Commonweal has a few answers. The most familiar name, of course, is Phyllis Zagano, who has written and commented extensively on the subject since her landmark book “Holy Saturday” in 2002.
But who are the others?
Rita Ferrone offers an overview, giving a little more ink to the female members and noting “the fact that half of the commission is female makes this effort an outstanding exercise for the Vatican”:
Sister Núria Calduch-Benages teaches at the Gregorian University in Rome and is a member of the Pontifical Biblical Commission. She is Catalan. “The Bible is my passion” she says. From her writings on line it seems she has pastoral interests as well as impressive scholarly chops as a biblical scholar and philologist. Her area of special expertise is the Wisdom literature of the Old Testament.

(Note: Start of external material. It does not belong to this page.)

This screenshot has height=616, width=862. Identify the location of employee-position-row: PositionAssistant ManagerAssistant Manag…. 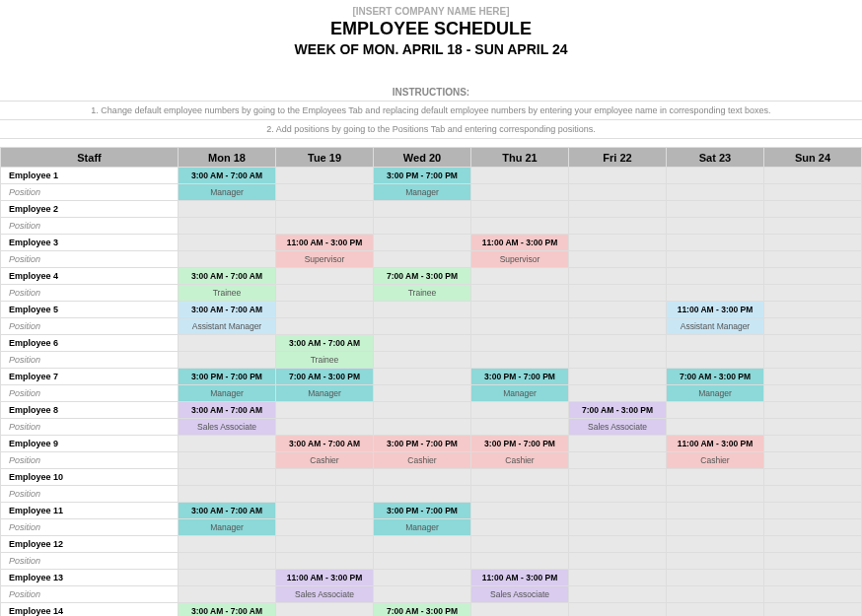
(432, 327).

Francesca Cocchini, an Italian, is a Professor at the University La Sapienza and at the Patristic Institute (the Augustinianum), in Rome. She is immersed in research on Origen and the Alexandrian tradition, but has also published books on the reception of the Pauline epistles and on Augustine. She has been associated with Sofia Cavaletti and the Catechesis of the Good Shepherd. I enjoyed reading a brief article by her on the Sisters of Sion website (a religious community of women committed to Jewish-Christian dialogue) concerning “Some Aspects of the Typological Method Which Are Valid Today.”
Sister Mary Melone, SFA, also an Italian, is an expert in the life and thought of St. Anthony of Padua. She is rector of the Pontifical University Antonianum, an institution of the Friars Minor, in Rome — the first woman to head a Pontifical University. Journalist Inés San Martín, writing in Crux, observed that although she has not openly advocated for women in the diaconate, she “has long spoken of the role of women in the Church, saying it’s unfair to dismiss the request for the diaconate because it might lead to female priesthood.”

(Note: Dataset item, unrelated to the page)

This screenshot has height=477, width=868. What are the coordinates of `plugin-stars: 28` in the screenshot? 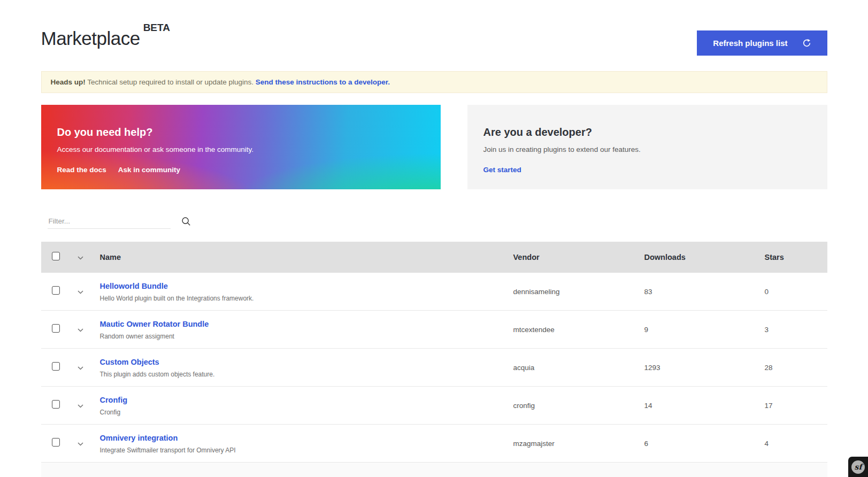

…Rev. Msgr. Piero Coda, is Dean of the University Institute Sophia, Loppiano (near Florence), and he a member of the International Theological Commission. The Institute is a work of the Focolare movement. Coda has written about Chiara Lubich and he writes about the Trinity.
Rev. Robert Dodaro, O.S.A., an American, is dean of the Patristic Institute Augustinianum, in Rome. He is Professor of Patrology and an expert on Augustine. He is also known for his book on marriage: Remaining in the Truth of Christ: Marriage and Communion in the Catholic Church.
Rev. Karl-Heinz Menke, is Emeritus Professor of Dogmatic Theology at the University of Bonn and member of the International Theological Commission. He specializes in the nineteenth century and writes about Christology.